PositiveThe Brooklyn RailThe notebooks have many vital details, but it’s an open question whether they will reveal much to the reader. This is because they are details of saxophone playing that will be familiar to anyone intimate with the instrument but will likely be baffling to others ... His thinking about himself in the notebooks is self-critical, but there’s no direct line from this to the ideas that come out through his horn. But that’s the elusiveness of the great artists.
Jessica Hopper
MixedThe Brooklyn RailLiking something doesn’t mean it’s good, those are two different things, and a good critic can dislike something...while also pointing out that it is well made and works on its own terms. This balance is not hard to maintain as long as one starts from a point of self-awareness and is transparent to the reader, but the kind of passions that music inflame work against those habits. Jessica Hopper misses that balance often enough in this collection that there’s a two-steps-forward, one-back feeling to reading through it. But that just means there are things to argue over with this book, which makes it worth reading ... She writes more perceptively than anyone about Miley Cyrus, and she profiles Lana Del Rey in one piece and reviews her album Honeymoon in another, and here is one place where Hopper’s perspective knocks her slightly off balance. The profile is excellent, Hopper has a perceptive eye for how pop culture views Del Rey and how Del Rey shapes herself to exploit that ... Hopper is a critic who, like all of us, is originally a fan, and that delineating is often hazy and, in the space of this book, self-contradictory—not in the way that happens to us all, having an opinion about a thing and then later changing our minds, but in terms of values ... as a guide to how to look at rock and pop from the perspective of half (at least) of the country, Hopper is sincere and true.
C.M. Kushins
PositiveThe Brooklyn RailKushins is a fan, but he doesn\'t assume the reader is a fan. Nor is he any kind of connoisseur, measuring his knowledge against others and rating his own more substantial ... Kushins neither condescends to the reader nor annotates the songs to death, as if Zevon was Ezra Pound. On the contrary, it\'s refreshing to read about how some songs came to be without the clichés of artistic struggle and the baggage of meaning ... Kushin\'s writing is clear and serviceable, it hums along at a pleasant low idle. It\'s not overstuffed, but it could be leaner. There\'s a structural issue where he writes about something that is going to happen—a tour, a recording session—and then when the event comes along, he writes about it again in a way that always contains redundancies. And there are too many sections that end with one-sentence quasi cliffhanger sentences...out of character with the rest of the book. But he tells the story. There are illuminating details ... the book will have you pulling out records, or launching your streaming app of choice, and digging into Zevon\'s exceptional catalog.
Barney Hoskyns
PositiveBrooklyn RailSteely Dan played the Paramount Theatre in Seattle on the first of July, 1974—there\'s a live recording—and the MC introduced the band thus: \'Ladies and gentlemen, here by popular demand and at great expense to the management, you may like them—personally I don’t—from Los Angeles, California, Steely Dan!\' ... Chris Welch describes the Dan in Melody Maker as: \'Really orchestra, designed to present the songs on stage and record in the best way possible\'. The two were jazz fans though not quite jazz musicians, and as professional songwriters before starting the band, they reached back to popular song forms from before the 1950s for their values and models ... There are essentially two different things collected within the book: contemporaneous record reviews and interviews/profiles. Major Dudes covers Donald Fagen’s solo albums and ends with David Cavanagh’s obituary of Walter Becker, published in Uncut in November of last year. For a Dan fan, it’s fascinating to read about what the critics were hearing, which was a combination of baffled satisfaction, baffled ambivalence, and baffled displeasure. One thing that is consistent, especially from the British writers, is how different the Dan sounded from everything and everyone else they were hearing.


(EXERCISE PROMPT):
The answer must be a single number, namely how many lines in the entries below contain the string "callout".

━━ RECORDS FOR THIS EXERCISE

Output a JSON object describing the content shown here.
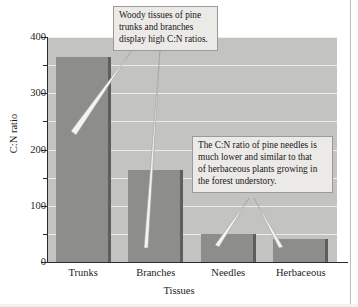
{
  "figure": {
    "caption_note": "",
    "background_color": "#ffffff"
  },
  "chart_data": {
    "type": "bar",
    "title": "",
    "subtitle": "",
    "xlabel": "Tissues",
    "ylabel": "C:N ratio",
    "categories": [
      "Trunks",
      "Branches",
      "Needles",
      "Herbaceous"
    ],
    "values": [
      365,
      163,
      50,
      41
    ],
    "series": [
      {
        "name": "C:N ratio",
        "values": [
          365,
          163,
          50,
          41
        ]
      }
    ],
    "ylim": [
      0,
      400
    ],
    "ytick_labels": [
      "0",
      "100",
      "200",
      "300",
      "400"
    ],
    "ytick_values": [
      0,
      100,
      200,
      300,
      400
    ],
    "minor_tick_values": [
      50,
      150,
      250,
      350
    ],
    "gridline_values": [
      50,
      100,
      150,
      200,
      250,
      300,
      350,
      400
    ],
    "grid": true,
    "grid_color": "#ededea",
    "legend": false,
    "legend_position": "none",
    "bar_color": "#8d8d8b",
    "bar_edge_color": "#5e5e5c",
    "plot_background_color": "#c3c3c1",
    "axis_color": "#2b2b2b",
    "annotations": [
      {
        "id": "callout-woody",
        "text": "Woody tissues of pine trunks and branches display high C:N ratios.",
        "lines": [
          "Woody tissues of pine",
          "trunks and branches",
          "display high C:N ratios."
        ],
        "points_to": [
          "Trunks",
          "Branches"
        ]
      },
      {
        "id": "callout-needles",
        "text": "The C:N ratio of pine needles is much lower and similar to that of herbaceous plants growing in the forest understory.",
        "lines": [
          "The C:N ratio of pine needles is",
          "much lower and similar to that",
          "of herbaceous plants growing in",
          "the forest understory."
        ],
        "points_to": [
          "Needles",
          "Herbaceous"
        ]
      }
    ]
  }
}
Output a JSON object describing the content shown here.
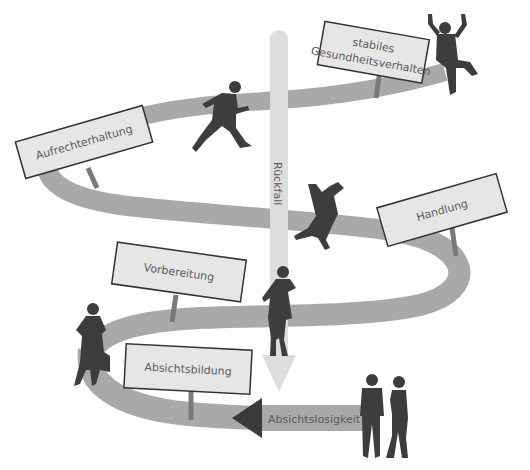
{
  "diagram": {
    "colors": {
      "background": "#ffffff",
      "road": "#a9a9a9",
      "relapse_arrow": "#dddddd",
      "sign_fill": "#e6e6e6",
      "sign_border": "#333333",
      "silhouette": "#3d3d3d",
      "text": "#5a5a5a"
    },
    "stages": [
      {
        "id": "absichtslosigkeit",
        "label": "Absichtslosigkeit",
        "order": 1
      },
      {
        "id": "absichtsbildung",
        "label": "Absichtsbildung",
        "order": 2
      },
      {
        "id": "vorbereitung",
        "label": "Vorbereitung",
        "order": 3
      },
      {
        "id": "handlung",
        "label": "Handlung",
        "order": 4
      },
      {
        "id": "aufrechterhaltung",
        "label": "Aufrechterhaltung",
        "order": 5
      },
      {
        "id": "stabiles",
        "label_line1": "stabiles",
        "label_line2": "Gesundheitsverhalten",
        "order": 6
      }
    ],
    "relapse": {
      "label": "Rückfall"
    },
    "figures": [
      {
        "name": "standing-couple",
        "stage": "Absichtslosigkeit"
      },
      {
        "name": "woman-with-bag",
        "stage": "Absichtsbildung"
      },
      {
        "name": "woman-on-phone",
        "stage": "Vorbereitung"
      },
      {
        "name": "falling-man",
        "stage": "Handlung"
      },
      {
        "name": "running-man",
        "stage": "Aufrechterhaltung"
      },
      {
        "name": "cheering-man",
        "stage": "stabiles Gesundheitsverhalten"
      }
    ]
  }
}
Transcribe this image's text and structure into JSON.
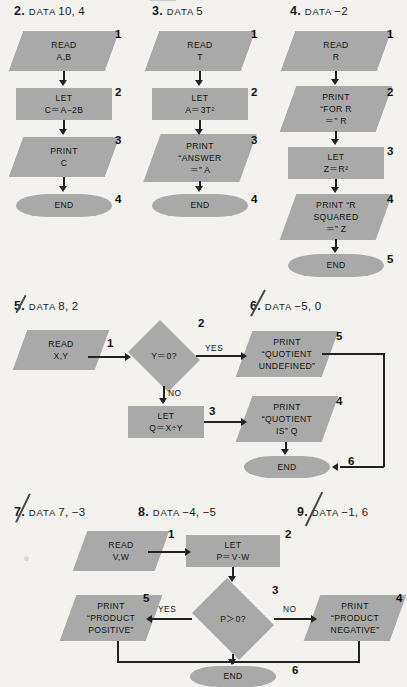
{
  "page": {
    "background_color": "#f4f2ef",
    "shape_fill_color": "#a9a9a9",
    "line_color": "#222222"
  },
  "problems": [
    {
      "id": "p2",
      "number": "2.",
      "keyword": "DATA",
      "value": "10, 4",
      "pen_mark": false
    },
    {
      "id": "p3",
      "number": "3.",
      "keyword": "DATA",
      "value": "5",
      "pen_mark": false
    },
    {
      "id": "p4",
      "number": "4.",
      "keyword": "DATA",
      "value": "−2",
      "pen_mark": false
    },
    {
      "id": "p5",
      "number": "5.",
      "keyword": "DATA",
      "value": "8, 2",
      "pen_mark": true
    },
    {
      "id": "p6",
      "number": "6.",
      "keyword": "DATA",
      "value": "−5, 0",
      "pen_mark": true
    },
    {
      "id": "p7",
      "number": "7.",
      "keyword": "DATA",
      "value": "7, −3",
      "pen_mark": true
    },
    {
      "id": "p8",
      "number": "8.",
      "keyword": "DATA",
      "value": "−4, −5",
      "pen_mark": false
    },
    {
      "id": "p9",
      "number": "9.",
      "keyword": "DATA",
      "value": "−1, 6",
      "pen_mark": true
    }
  ],
  "flowcharts": [
    {
      "id": "chart_a",
      "for_problem": "2.",
      "nodes": [
        {
          "step": "1",
          "shape": "parallelogram",
          "lines": [
            "READ",
            "A,B"
          ]
        },
        {
          "step": "2",
          "shape": "rectangle",
          "lines": [
            "LET",
            "C＝A−2B"
          ]
        },
        {
          "step": "3",
          "shape": "parallelogram",
          "lines": [
            "PRINT",
            "C"
          ]
        },
        {
          "step": "4",
          "shape": "terminator",
          "lines": [
            "END"
          ]
        }
      ]
    },
    {
      "id": "chart_b",
      "for_problem": "3.",
      "nodes": [
        {
          "step": "1",
          "shape": "parallelogram",
          "lines": [
            "READ",
            "T"
          ]
        },
        {
          "step": "2",
          "shape": "rectangle",
          "lines": [
            "LET",
            "A＝3T²"
          ]
        },
        {
          "step": "3",
          "shape": "parallelogram",
          "lines": [
            "PRINT",
            "“ANSWER",
            "＝” A"
          ]
        },
        {
          "step": "4",
          "shape": "terminator",
          "lines": [
            "END"
          ]
        }
      ]
    },
    {
      "id": "chart_c",
      "for_problem": "4.",
      "nodes": [
        {
          "step": "1",
          "shape": "parallelogram",
          "lines": [
            "READ",
            "R"
          ]
        },
        {
          "step": "2",
          "shape": "parallelogram",
          "lines": [
            "PRINT",
            "“FOR R",
            "＝” R"
          ]
        },
        {
          "step": "3",
          "shape": "rectangle",
          "lines": [
            "LET",
            "Z＝R²"
          ]
        },
        {
          "step": "4",
          "shape": "parallelogram",
          "lines": [
            "PRINT “R",
            "SQUARED",
            "＝” Z"
          ]
        },
        {
          "step": "5",
          "shape": "terminator",
          "lines": [
            "END"
          ]
        }
      ]
    },
    {
      "id": "chart_d",
      "for_problem": "5.",
      "nodes": [
        {
          "step": "1",
          "shape": "parallelogram",
          "lines": [
            "READ",
            "X,Y"
          ]
        },
        {
          "step": "2",
          "shape": "diamond",
          "lines": [
            "Y＝0?"
          ]
        },
        {
          "step": "3",
          "shape": "rectangle",
          "lines": [
            "LET",
            "Q＝X÷Y"
          ]
        },
        {
          "step": "4",
          "shape": "parallelogram",
          "lines": [
            "PRINT",
            "“QUOTIENT",
            "IS” Q"
          ]
        },
        {
          "step": "5",
          "shape": "parallelogram",
          "lines": [
            "PRINT",
            "“QUOTIENT",
            "UNDEFINED”"
          ]
        },
        {
          "step": "6",
          "shape": "terminator",
          "lines": [
            "END"
          ]
        }
      ],
      "edge_labels": {
        "yes": "YES",
        "no": "NO"
      }
    },
    {
      "id": "chart_e",
      "for_problem": "8.",
      "nodes": [
        {
          "step": "1",
          "shape": "parallelogram",
          "lines": [
            "READ",
            "V,W"
          ]
        },
        {
          "step": "2",
          "shape": "rectangle",
          "lines": [
            "LET",
            "P＝V·W"
          ]
        },
        {
          "step": "3",
          "shape": "diamond",
          "lines": [
            "P＞0?"
          ]
        },
        {
          "step": "4",
          "shape": "parallelogram",
          "lines": [
            "PRINT",
            "“PRODUCT",
            "NEGATIVE”"
          ]
        },
        {
          "step": "5",
          "shape": "parallelogram",
          "lines": [
            "PRINT",
            "“PRODUCT",
            "POSITIVE”"
          ]
        },
        {
          "step": "6",
          "shape": "terminator",
          "lines": [
            "END"
          ]
        }
      ],
      "edge_labels": {
        "yes": "YES",
        "no": "NO"
      }
    }
  ]
}
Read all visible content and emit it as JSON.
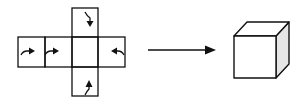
{
  "diagram": {
    "net": {
      "faces": [
        {
          "id": "top",
          "arrow": "curved-down"
        },
        {
          "id": "far-left",
          "arrow": "curved-right"
        },
        {
          "id": "left",
          "arrow": "curved-right"
        },
        {
          "id": "center",
          "arrow": "none"
        },
        {
          "id": "right",
          "arrow": "curved-left"
        },
        {
          "id": "bottom",
          "arrow": "curved-up"
        }
      ]
    },
    "transition_arrow": "right-arrow",
    "result": "cube",
    "colors": {
      "stroke": "#111111",
      "shade": "#e6e6e6",
      "background": "#ffffff"
    }
  }
}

━━━━

(TASK RESULT):
2